The very air whispered, Perhaps he noted that you are a woman and recalled that he is a man. The same air slithered under the edges of the tent and lifted it up.
“There we go!” Grandfather Arcot declared. “That’s what I wanted to see. So. You’re curious, go on and visit him. You lads! Lend a hand, you don’t want to sleep in the rain.”
The Arnhander boys from Arngrere put their buckets aside.
The Widow continued to stare after the Captain-General. Hope continued to envelop her in silent amusement. Pinkus Ghort was still officially Captain-General, was he not?
What was his game?
What, for that matter, was he doing in the Holy Lands?
Maybe she would go visit, just to unravel that mystery.
* * *
Brother Candle wakened from the deepest, most satisfying, most refreshing sleep he had enjoyed since leaving Antieux. Lady Hope, faintly radiant, was shaking him. She had been in his dreams … and was here now in actuality …
She grinned wickedly. “What a wicked old devil you are, thinking like that! Too bad. We don’t have time. The enemy approaches.”
Groggily, he stumbled to Kedle’s tent. A dozen Vindicated had crowded in already, few more alert than he was. None paid the Instrumentality any heed.
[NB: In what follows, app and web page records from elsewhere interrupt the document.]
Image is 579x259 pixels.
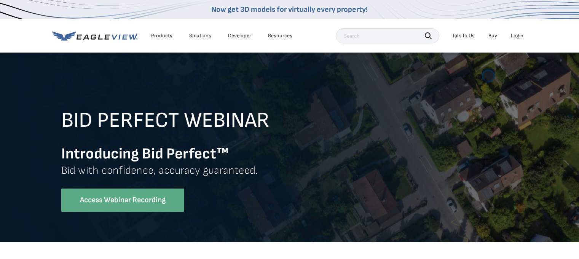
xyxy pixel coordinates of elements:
[211,5,368,14] a: Now get 3D models for virtually every property!
[452,32,475,39] div: Talk To Us
[336,28,439,43] input: Search
[61,164,518,188] p: Bid with confidence, accuracy guaranteed.
[488,32,497,39] a: Buy
[268,32,292,39] div: Resources
[511,32,523,39] div: Login
[189,32,211,39] div: Solutions
[228,32,251,39] a: Developer
[151,32,172,39] div: Products
[61,144,518,164] h3: Introducing Bid Perfect™
[61,109,518,144] h2: BID PERFECT WEBINAR
[61,188,184,212] a: Access Webinar Recording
Kedle was not sleepy. She was excited. Flushed. Breathing fast. “We’re all here, now. These are the facts. Pramans have been gathering in the hills to the east. They’re mostly regional, modestly armed, but led by professionals from Lucidia. They don’t know us. They just see a chance to grab some plunder.”
Brother Candle asked, “What about the others camped around here?”
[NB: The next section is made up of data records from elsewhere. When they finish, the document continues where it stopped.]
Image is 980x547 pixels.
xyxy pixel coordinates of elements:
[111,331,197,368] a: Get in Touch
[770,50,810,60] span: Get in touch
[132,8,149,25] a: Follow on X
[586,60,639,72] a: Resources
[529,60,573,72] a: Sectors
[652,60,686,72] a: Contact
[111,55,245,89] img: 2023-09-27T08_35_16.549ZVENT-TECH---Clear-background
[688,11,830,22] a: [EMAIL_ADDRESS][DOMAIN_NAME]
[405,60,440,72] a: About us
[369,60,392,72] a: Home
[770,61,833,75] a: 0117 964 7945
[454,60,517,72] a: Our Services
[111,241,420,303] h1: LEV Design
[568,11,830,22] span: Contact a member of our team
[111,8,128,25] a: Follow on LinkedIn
Kedle did not answer the question he thought he had asked. “I sent the boys … They’re on their own. We’ll get hit first, anyhow. We’re closest to the hills.”
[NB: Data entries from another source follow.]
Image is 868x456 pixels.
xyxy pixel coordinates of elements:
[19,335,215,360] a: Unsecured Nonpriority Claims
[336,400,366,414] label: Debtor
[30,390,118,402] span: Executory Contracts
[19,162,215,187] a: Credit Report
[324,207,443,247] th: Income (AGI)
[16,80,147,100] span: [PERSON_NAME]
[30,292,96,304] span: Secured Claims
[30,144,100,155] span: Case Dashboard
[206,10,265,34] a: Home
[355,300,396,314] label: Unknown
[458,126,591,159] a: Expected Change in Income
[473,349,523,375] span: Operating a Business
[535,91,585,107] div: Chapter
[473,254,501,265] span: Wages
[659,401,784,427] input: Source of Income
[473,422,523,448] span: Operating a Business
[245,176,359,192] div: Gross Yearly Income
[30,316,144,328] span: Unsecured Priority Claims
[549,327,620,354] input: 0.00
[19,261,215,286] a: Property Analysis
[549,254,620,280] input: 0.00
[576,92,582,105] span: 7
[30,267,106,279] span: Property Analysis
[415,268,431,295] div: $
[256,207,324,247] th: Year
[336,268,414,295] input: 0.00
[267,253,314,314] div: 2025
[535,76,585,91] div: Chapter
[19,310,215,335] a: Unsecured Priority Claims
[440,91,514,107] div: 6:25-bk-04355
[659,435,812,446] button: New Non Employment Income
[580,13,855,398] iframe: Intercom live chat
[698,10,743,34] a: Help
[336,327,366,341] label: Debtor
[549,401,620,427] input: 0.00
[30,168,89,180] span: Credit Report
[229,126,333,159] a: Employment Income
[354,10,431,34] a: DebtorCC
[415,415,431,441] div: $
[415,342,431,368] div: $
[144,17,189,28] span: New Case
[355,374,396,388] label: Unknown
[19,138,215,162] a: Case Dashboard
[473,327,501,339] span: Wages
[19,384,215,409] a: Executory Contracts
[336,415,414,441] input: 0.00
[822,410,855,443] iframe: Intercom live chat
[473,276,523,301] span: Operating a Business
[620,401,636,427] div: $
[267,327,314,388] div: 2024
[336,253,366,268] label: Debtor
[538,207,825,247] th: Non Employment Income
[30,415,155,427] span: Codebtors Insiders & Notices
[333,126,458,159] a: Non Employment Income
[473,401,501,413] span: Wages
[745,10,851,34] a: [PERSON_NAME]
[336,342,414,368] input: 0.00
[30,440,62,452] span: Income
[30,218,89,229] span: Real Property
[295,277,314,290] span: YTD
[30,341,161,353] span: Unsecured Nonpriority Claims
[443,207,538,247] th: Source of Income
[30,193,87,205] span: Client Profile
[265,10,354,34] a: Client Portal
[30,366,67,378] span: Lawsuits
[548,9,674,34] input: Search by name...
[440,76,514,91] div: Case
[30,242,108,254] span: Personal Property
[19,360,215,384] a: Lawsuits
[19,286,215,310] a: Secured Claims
This must be what that old man at the hospice had meant when he said they should post sentries. Local opportunists-not necessarily Praman-considered pilgrims a resource best exploited while still muddled from travel.
“These raiders have done this before. They have the impudence to sell the captured arms in Kagure or Grove.” Ominously, “Healthy captives get sold to slavers and sent east. The rest…”
She did not have to explain.
“We have been warned.” She did not explain that, either. The Vindicated no longer asked. “We have a few hours to prepare. Let’s make a statement they’ll hear from one end of the Holy Lands to the other. These dogmatic snakes need to know that the Vindicated have come.”
Brother Candle shivered at her intensity.
“I want toddlers in Shamramdi, Begshtar, Mezket, Souied ed Dreida, even Jezdad, to wake up screaming at night because they think the Vindicated are coming. I want Indala himself pissing down his leg.”
Hope chided, “That’s a bit of an overreach, darling.”
The men chuckled.
“I want it. I don’t expect to get it. We’ll start by making the camp look unprepared. Pickets should be drowsing. We’ll offer an obvious, safe path to the command tent, where they can lop the head off the dragon before it knows that it’s in trouble.”
The boys from Arngrere oozed into the tent. The bolder of the two gave a nod and thumbs-up despite all the eyes upon him.